--- Listed entries ---
*** Block opens ***

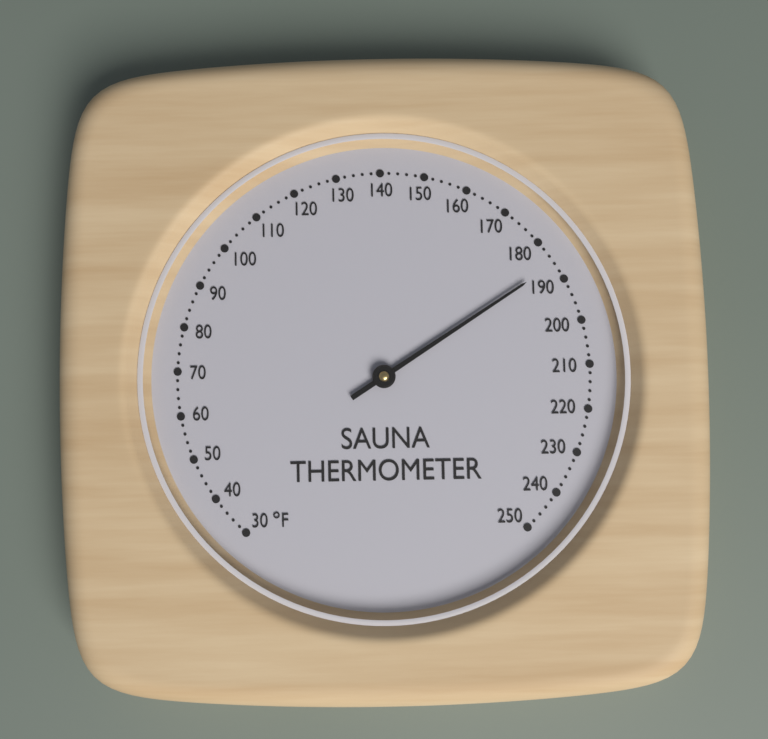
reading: 186 °F
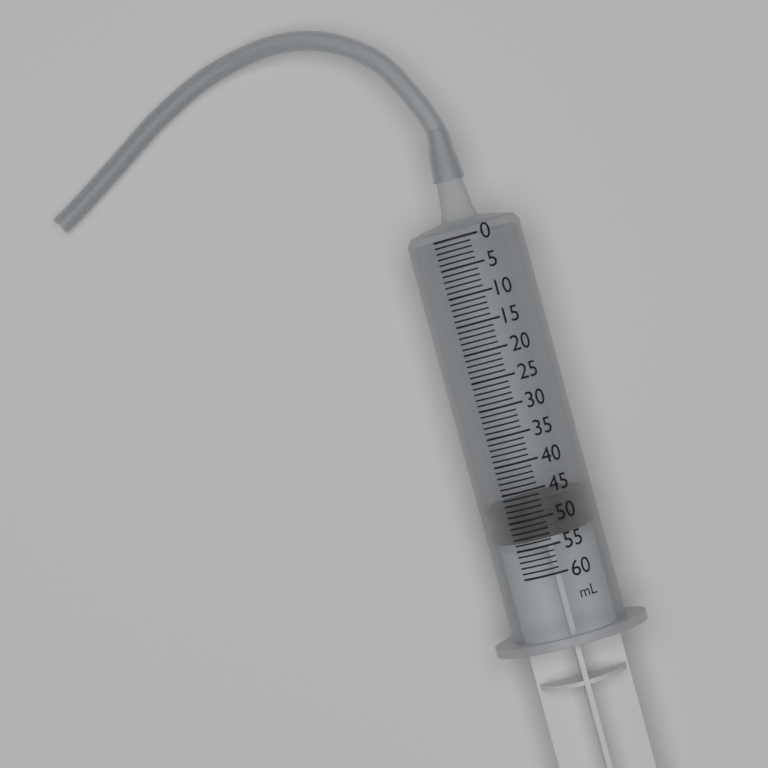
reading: 47 ml
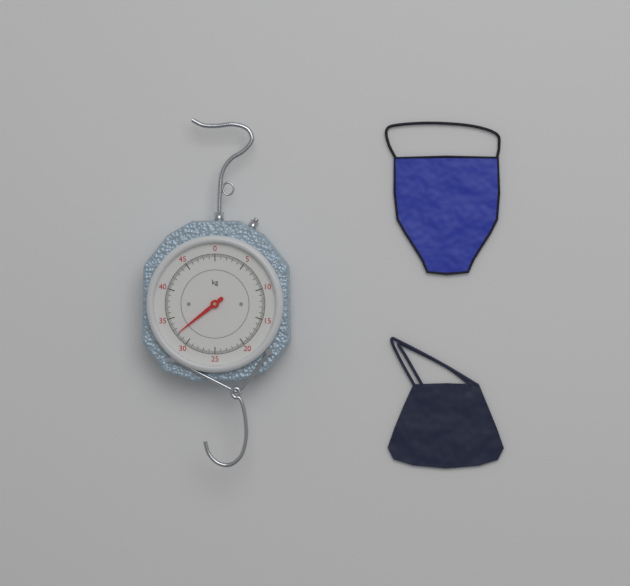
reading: 32.2 kg
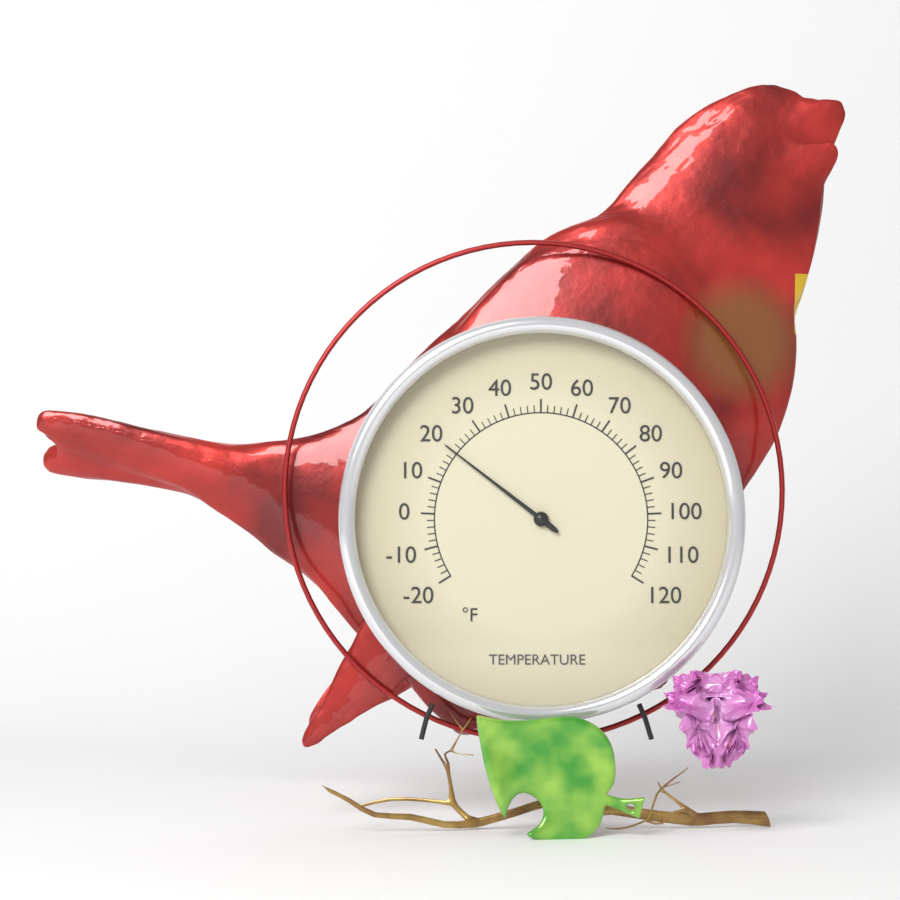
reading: 20 °F
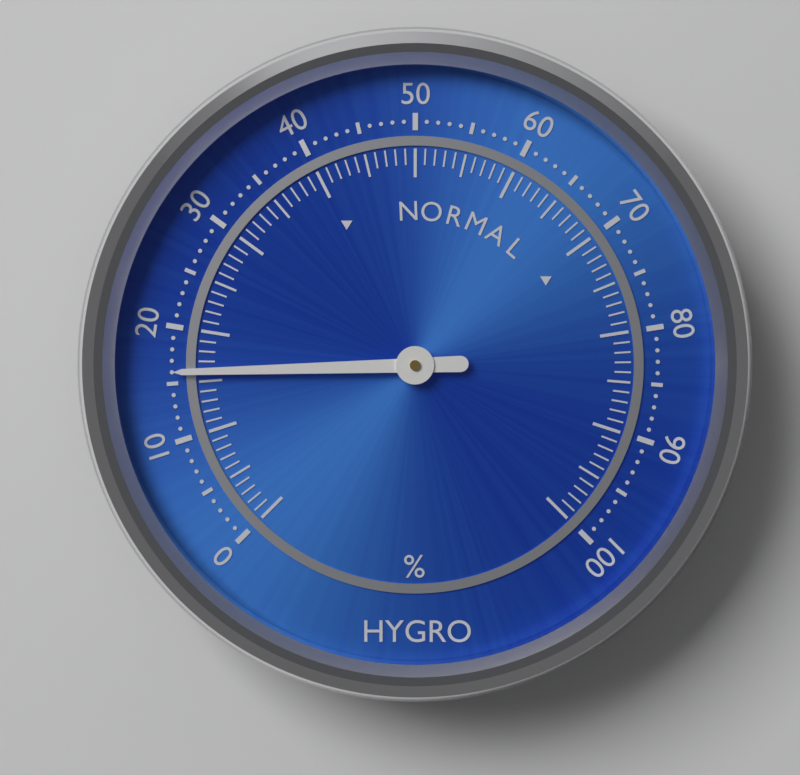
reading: 16 %
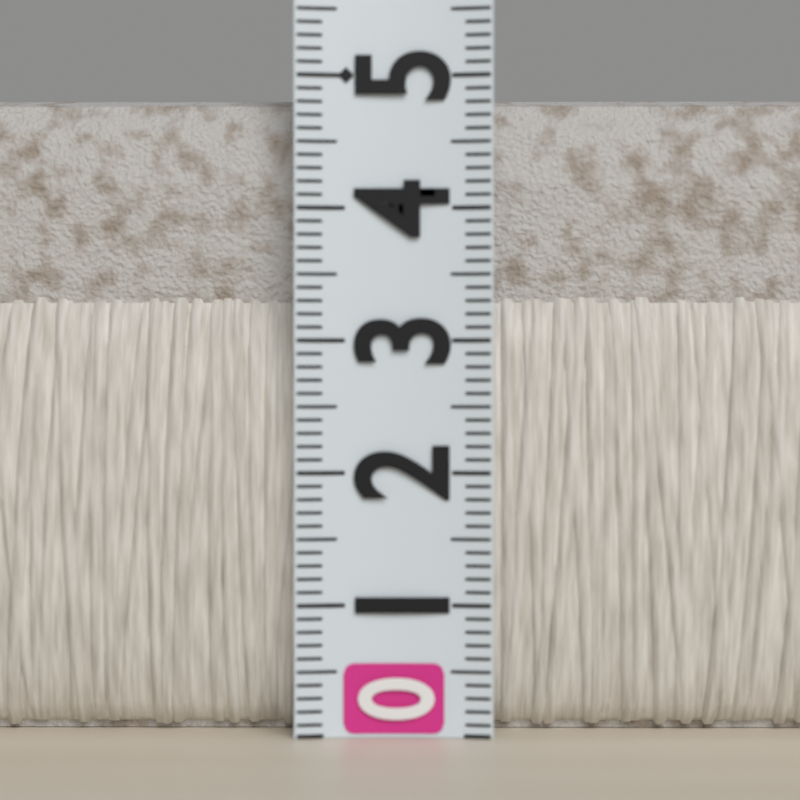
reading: 4.9 (no unit)
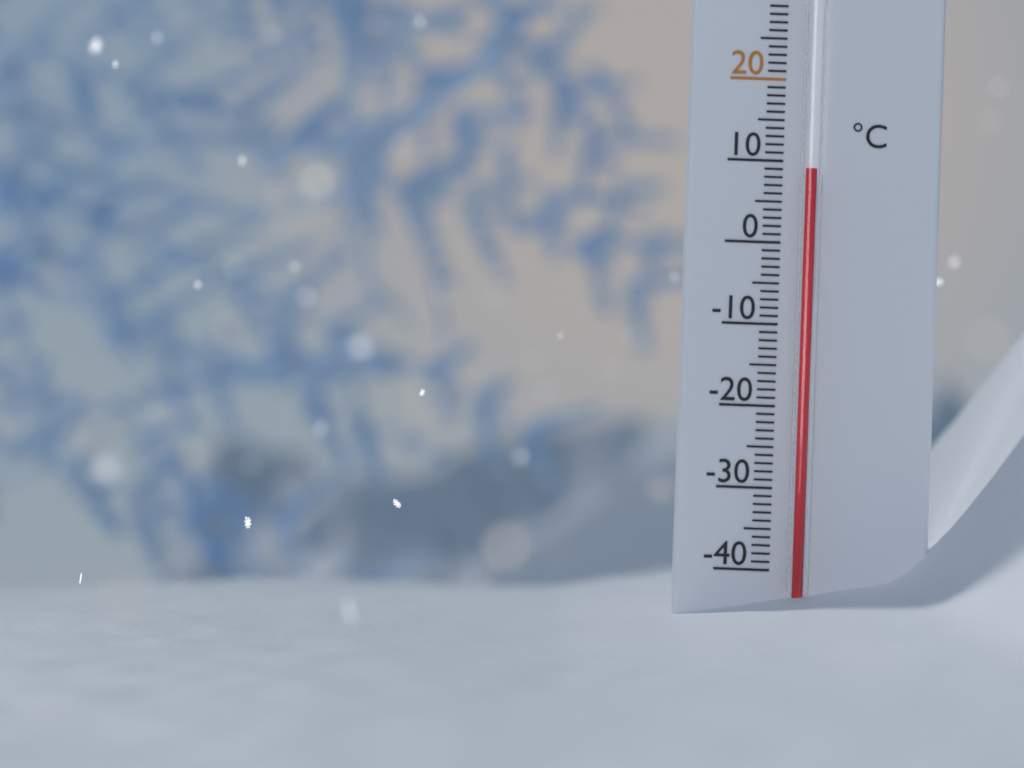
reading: 9 °C
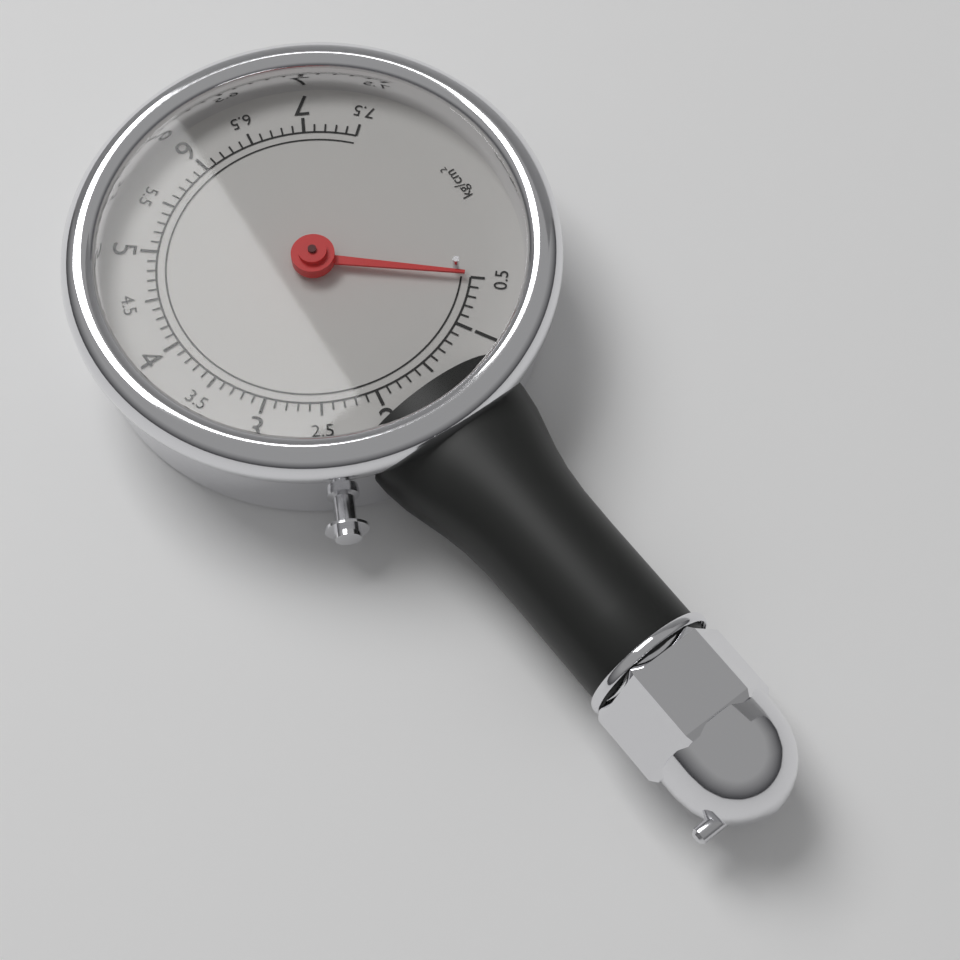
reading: 0.5 kg/cm²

*** Block closes ***

--- Task brief ---
All entries should be restated word for word; no images belong in the copy.

--- Result of this exercise ---
reading: 186 °F
reading: 47 ml
reading: 32.2 kg
reading: 20 °F
reading: 16 %
reading: 4.9 (no unit)
reading: 9 °C
reading: 0.5 kg/cm²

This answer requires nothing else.